The Confucius Institutes are in themselves a good thing, as an international cultural presence for China and an exercise in soft power. Canadian universities and colleges, however, should refrain from partnerships with them, as they are bound to include a propagandistic element inconsistent with liberal education.

The name itself is salutary. Mercifully, they are not called the Mao Zedong Institutes. The Chinese Communist Party is now willing to associate itself with a name that suggests ethics, scholarship and traditions that go back long before Marx, Lenin and Mao. Somewhat similarly, a few years after the Second World War, West Germany renamed the Deutsche Akademie as the Goethe-Institut, with admirable connotations of humanism and high culture – rather than murderous totalitarianism or even blood-and-iron Bismarckian nationalism.

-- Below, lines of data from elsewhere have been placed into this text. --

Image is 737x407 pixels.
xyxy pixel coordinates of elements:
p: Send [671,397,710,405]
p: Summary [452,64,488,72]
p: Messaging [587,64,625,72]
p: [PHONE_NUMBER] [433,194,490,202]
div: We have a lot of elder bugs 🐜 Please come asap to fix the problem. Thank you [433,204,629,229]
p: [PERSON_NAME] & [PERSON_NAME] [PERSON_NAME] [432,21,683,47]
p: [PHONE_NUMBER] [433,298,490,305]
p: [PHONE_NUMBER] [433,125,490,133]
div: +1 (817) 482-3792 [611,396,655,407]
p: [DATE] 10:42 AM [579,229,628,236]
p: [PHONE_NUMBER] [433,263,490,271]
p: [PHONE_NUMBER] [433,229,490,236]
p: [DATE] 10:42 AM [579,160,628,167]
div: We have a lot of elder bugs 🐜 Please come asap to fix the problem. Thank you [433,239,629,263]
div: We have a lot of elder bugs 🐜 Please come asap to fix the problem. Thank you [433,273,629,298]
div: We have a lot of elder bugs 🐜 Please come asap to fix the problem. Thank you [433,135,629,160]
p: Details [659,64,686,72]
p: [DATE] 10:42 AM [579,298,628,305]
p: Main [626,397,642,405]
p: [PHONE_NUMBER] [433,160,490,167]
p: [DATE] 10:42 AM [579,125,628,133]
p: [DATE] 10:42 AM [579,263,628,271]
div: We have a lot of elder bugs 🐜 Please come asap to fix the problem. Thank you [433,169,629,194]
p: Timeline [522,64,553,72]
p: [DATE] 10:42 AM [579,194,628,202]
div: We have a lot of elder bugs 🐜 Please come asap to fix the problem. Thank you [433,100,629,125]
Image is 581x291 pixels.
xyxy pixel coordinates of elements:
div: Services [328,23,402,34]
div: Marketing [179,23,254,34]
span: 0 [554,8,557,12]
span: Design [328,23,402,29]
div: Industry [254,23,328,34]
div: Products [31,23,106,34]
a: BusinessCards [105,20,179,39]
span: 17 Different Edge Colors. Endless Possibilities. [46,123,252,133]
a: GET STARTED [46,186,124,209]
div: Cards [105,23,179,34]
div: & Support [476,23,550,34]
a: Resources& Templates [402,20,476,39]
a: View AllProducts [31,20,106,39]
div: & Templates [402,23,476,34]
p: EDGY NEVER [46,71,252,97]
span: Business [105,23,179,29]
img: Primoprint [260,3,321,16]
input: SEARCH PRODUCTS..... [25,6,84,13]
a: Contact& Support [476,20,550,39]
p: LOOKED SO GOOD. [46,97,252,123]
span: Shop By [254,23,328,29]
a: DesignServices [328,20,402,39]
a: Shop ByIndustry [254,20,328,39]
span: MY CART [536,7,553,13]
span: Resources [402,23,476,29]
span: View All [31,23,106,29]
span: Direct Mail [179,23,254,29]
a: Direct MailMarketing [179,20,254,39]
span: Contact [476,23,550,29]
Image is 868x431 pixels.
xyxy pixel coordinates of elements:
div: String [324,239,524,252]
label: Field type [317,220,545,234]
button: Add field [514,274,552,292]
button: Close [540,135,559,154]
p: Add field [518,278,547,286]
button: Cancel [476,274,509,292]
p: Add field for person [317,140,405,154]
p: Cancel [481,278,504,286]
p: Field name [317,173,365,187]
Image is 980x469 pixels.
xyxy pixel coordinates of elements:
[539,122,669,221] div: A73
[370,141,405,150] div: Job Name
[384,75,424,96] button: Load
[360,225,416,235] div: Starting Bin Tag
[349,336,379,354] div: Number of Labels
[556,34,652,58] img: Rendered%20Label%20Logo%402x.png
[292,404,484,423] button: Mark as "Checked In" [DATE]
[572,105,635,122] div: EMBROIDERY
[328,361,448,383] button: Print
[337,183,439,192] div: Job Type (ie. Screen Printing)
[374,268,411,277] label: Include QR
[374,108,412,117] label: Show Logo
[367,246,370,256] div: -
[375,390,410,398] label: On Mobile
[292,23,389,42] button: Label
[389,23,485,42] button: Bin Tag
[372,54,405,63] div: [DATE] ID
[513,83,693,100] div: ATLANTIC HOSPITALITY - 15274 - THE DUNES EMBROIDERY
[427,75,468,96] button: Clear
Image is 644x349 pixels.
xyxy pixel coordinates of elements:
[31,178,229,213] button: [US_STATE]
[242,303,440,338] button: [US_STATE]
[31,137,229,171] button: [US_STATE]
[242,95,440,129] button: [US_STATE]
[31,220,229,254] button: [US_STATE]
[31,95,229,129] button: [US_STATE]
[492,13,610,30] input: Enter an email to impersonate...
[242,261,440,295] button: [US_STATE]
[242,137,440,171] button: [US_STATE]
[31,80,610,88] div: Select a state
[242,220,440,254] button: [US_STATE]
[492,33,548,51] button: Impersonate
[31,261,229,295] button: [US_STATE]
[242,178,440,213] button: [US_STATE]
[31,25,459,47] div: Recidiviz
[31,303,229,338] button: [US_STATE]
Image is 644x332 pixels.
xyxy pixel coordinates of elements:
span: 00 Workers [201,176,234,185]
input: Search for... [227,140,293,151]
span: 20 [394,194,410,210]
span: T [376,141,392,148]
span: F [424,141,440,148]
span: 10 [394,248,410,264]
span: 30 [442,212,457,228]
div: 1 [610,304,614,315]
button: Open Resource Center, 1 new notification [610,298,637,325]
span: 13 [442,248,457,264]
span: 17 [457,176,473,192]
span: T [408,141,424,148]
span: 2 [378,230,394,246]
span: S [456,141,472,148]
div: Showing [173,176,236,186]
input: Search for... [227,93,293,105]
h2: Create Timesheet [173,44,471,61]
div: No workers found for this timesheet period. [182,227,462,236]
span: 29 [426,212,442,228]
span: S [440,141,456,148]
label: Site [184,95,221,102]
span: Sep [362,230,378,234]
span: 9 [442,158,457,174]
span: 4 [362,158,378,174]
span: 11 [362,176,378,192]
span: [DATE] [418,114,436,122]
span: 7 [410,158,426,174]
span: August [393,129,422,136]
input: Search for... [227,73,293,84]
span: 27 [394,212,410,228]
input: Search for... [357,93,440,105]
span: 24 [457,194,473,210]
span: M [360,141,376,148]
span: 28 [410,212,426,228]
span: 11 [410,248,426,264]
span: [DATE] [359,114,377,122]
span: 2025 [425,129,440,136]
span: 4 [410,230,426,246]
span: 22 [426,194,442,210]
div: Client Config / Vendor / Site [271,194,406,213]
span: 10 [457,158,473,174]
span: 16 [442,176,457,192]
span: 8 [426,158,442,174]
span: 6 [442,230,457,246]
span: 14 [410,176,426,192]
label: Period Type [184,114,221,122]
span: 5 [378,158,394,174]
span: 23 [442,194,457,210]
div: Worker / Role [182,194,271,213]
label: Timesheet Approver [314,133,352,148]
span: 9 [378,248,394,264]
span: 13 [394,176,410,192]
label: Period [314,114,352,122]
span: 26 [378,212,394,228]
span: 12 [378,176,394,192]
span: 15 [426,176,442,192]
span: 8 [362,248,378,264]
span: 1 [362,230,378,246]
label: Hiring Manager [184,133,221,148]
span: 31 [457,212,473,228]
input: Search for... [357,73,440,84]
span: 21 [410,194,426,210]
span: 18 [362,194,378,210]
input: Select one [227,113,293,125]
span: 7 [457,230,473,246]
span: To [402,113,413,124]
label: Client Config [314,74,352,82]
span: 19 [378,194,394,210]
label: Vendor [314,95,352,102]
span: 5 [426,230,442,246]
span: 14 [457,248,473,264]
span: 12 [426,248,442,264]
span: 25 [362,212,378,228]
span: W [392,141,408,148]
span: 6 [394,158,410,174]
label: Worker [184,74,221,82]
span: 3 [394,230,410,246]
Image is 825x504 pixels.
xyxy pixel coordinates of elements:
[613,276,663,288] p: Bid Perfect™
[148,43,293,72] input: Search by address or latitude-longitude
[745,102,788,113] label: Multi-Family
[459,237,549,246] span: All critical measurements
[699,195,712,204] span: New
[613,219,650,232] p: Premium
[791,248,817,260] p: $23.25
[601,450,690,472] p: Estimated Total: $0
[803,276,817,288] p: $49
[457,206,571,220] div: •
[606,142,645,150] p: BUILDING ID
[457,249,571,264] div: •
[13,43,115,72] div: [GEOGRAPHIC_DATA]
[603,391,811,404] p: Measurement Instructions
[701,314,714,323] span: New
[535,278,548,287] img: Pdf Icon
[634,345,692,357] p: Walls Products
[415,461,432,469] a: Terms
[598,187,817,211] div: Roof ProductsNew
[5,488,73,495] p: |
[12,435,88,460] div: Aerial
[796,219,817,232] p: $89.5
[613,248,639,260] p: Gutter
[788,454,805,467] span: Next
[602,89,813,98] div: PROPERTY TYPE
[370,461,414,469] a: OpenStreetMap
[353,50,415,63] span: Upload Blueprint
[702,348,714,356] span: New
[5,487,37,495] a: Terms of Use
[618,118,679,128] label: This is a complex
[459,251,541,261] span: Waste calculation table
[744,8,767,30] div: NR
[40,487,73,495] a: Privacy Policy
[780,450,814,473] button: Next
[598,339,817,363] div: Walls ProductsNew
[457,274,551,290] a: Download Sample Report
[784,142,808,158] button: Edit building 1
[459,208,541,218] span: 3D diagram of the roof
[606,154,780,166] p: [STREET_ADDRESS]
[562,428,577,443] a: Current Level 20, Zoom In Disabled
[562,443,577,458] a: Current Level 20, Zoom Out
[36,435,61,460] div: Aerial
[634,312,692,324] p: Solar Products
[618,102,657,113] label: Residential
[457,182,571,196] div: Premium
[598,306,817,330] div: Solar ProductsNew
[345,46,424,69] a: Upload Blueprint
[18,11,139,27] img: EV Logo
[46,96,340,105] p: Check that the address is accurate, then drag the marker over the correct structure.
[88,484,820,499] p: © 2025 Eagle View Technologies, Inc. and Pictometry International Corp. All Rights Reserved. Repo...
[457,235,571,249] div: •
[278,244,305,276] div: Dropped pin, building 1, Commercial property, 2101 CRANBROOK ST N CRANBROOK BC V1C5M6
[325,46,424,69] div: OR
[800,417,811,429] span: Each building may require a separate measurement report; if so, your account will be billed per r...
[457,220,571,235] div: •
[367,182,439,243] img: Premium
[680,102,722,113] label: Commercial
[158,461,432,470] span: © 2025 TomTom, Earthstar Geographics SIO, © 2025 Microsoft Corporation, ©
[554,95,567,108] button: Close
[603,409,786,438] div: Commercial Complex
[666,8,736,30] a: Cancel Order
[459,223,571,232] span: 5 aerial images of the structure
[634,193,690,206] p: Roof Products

The Confucius Institutes are thus the Chinese equivalent not only of the Goethe-Institut, but also of the British Council, the Alliance Française, the Società Dante Alighieri, the Instituto Cervantes and so on. A wider and deeper knowledge of Chinese language and culture outside China is desirable for many reasons, and mutually beneficial for Chinese and non-Chinese alike.

But the Confucius Institutes have consistently chosen to embed themselves inside educational institutions of the host countries, unlike the similar European entities. Perhaps the initial motive was to save money. The effect, however, is that some courses in universities, colleges and high schools in Canada, as in other countries, assert – usually discreetly – the Chinese government's views on Tibet, Taiwan, North Korea, the Taoist religious group Falun Gong and other contentious matters. By contrast, liberal education should provide a free, wide range of views.

The Confucius Institutes are entitled to carry on their work and express the views of the ruling Chinese party. But Canadian educational institutions that have entered into partnerships with the Institutes, including McMaster University, the University of Regina and the University of Sherbrooke, will undermine their reputations. The ostensible heirs of Confucius should stand on their own feet.